If you’re bad at remembering names, here’s how to get around the issue
I have never been good with names. It’s a shame, because I’m pretty good with faces, and can usually tell within seconds of meeting someone whether or not we’re likely to get along.
In my first job in London, I worked in an office with just 13 other people. I hit it off with all of them immediately. It was five weeks before I could remember who the hell any of them were.
This may come as a shock, but people can get quite touchy about their names. Generally speaking, they’ve had it for as long as they can remember, so when you don’t know it, they feel you don’t know them.
If you’ve already been on speaking terms for a few minutes, they may take this as an assault on their person.
This can be quite daunting on your first day in a new job when, like a rabbit in the headlights, you are pelted with information at such a rate you even forget what your own name is.
It doesn’t get easier. New business meetings, mergers, networking events. As you move up the corporate ladder, people enter the firm below you, and you have to learn their names, too.
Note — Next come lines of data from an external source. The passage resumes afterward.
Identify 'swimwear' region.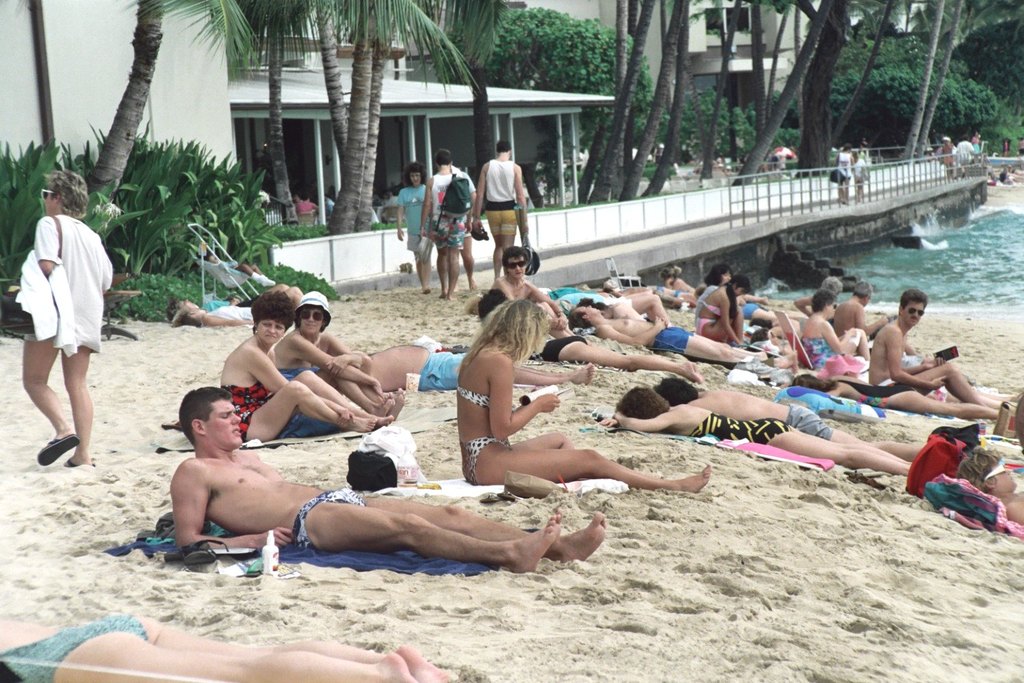
Region: l=696, t=318, r=711, b=335.
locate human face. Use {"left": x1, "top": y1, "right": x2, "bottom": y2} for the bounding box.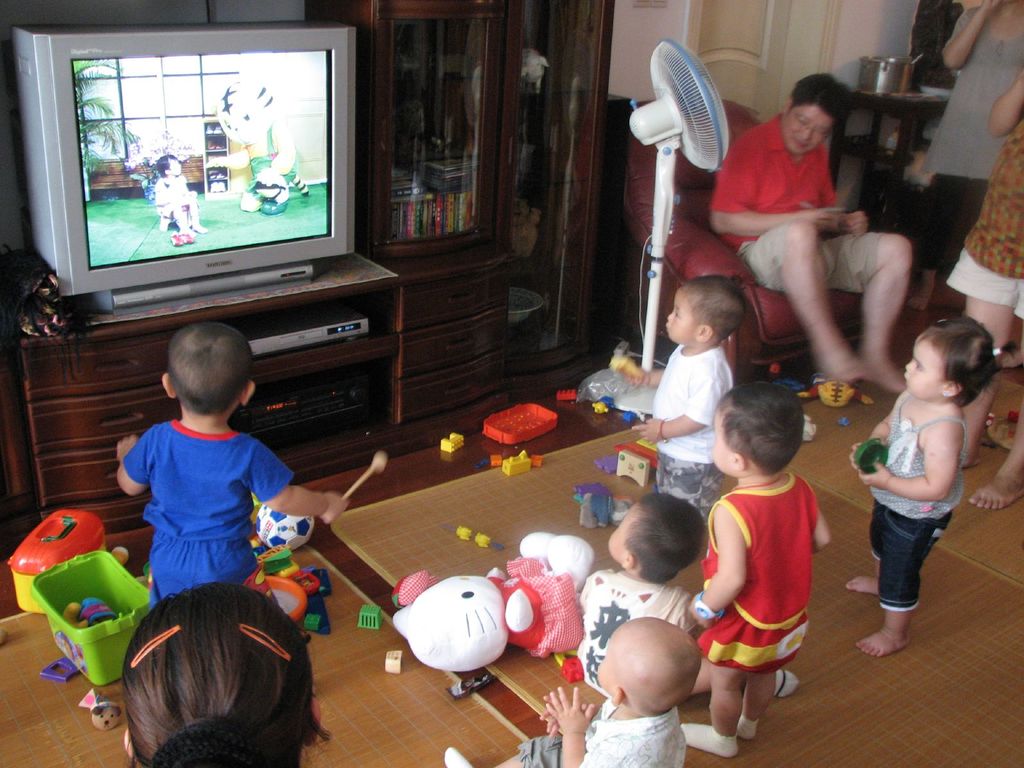
{"left": 607, "top": 509, "right": 651, "bottom": 561}.
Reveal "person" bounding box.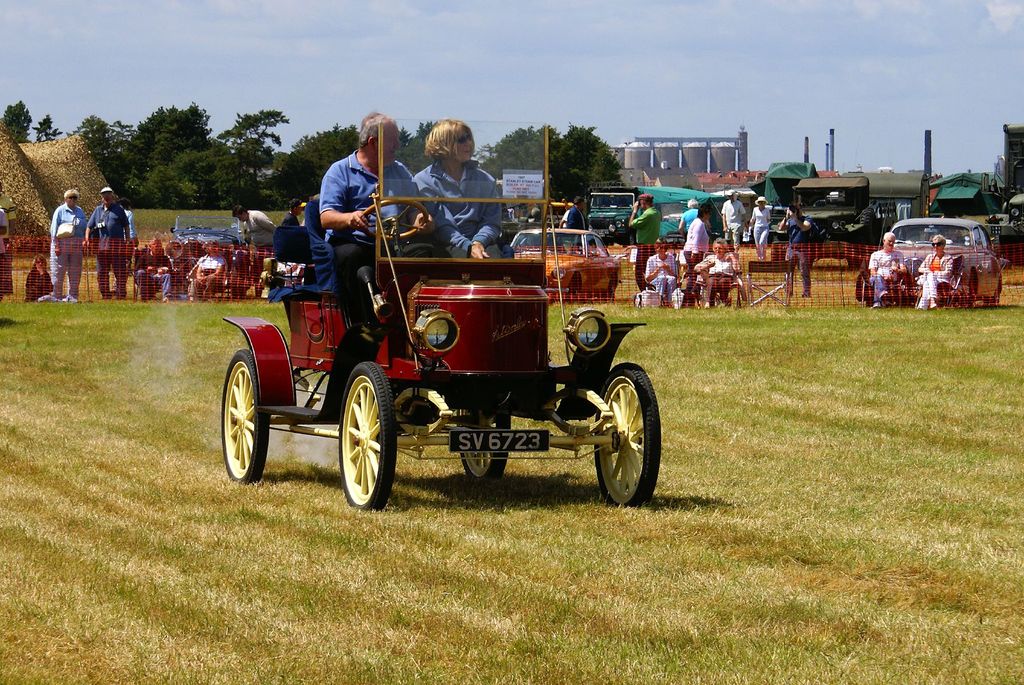
Revealed: rect(38, 189, 88, 302).
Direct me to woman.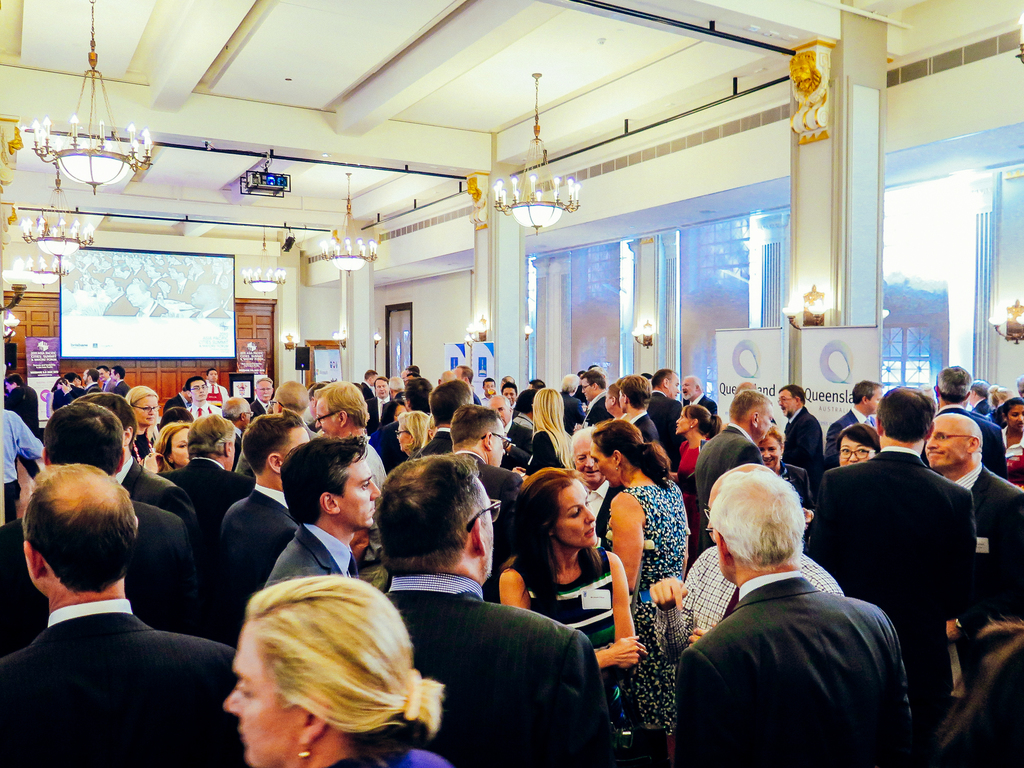
Direction: <box>837,424,883,467</box>.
So, that’s a lot of names to learn, and a lot of offence to cause if you fail.
However, there are ways to get round the issue, if it’s one you struggle with.
Where possible, group names together. I used to do this with girlfriends I knew wouldn’t last, making it easier to recycle birthday cards, and limiting the odds of saying the wrong name in the throes of passion.
If you only go out with Charlottes, the ill-judged tattoo you got of the first one’s name is suddenly a smart long-term investment, rather than an error of judgment.
You can apply the same principle to your employees. Only hiring people from a select pool of names lowers the mental capacity needed to recall them all. You will also save a great deal of money on mundane items, like name tags.
Most people who went to the right schools or universities tend to only have the same few names anyway, so that helps.
Or you could just do away with the pleasantries if you’re that kind of employer, and call people the same name regardless.
It’s a cliche – the senior figure who just addresses his underlings by the surname of the assistant he first had 30 years previously, and all the rest in between – but there’s a reason why it has stuck.
But if you don’t have the power to get away with that, what then?
A technique I was given at school was to ask a new acquaintance their name, and then repeat it straight away, usually in the format: “So-and-so? How do you do, So-and-so, I’m So-and-so,” which gets confusing if you’re both called So-and-so. It works, though. Asking for business cards straight away is good for reinforcing the information.
Finally, you could always try mnemonics and association – linking the person’s name to something that reminds you of it, like a word, an object or place, to trigger when you need reminding. And though it might be tempting not to, try to make it something palatable.
You don’t want it slipping out that the name of the person you’ve just met reminds you of something uncouth.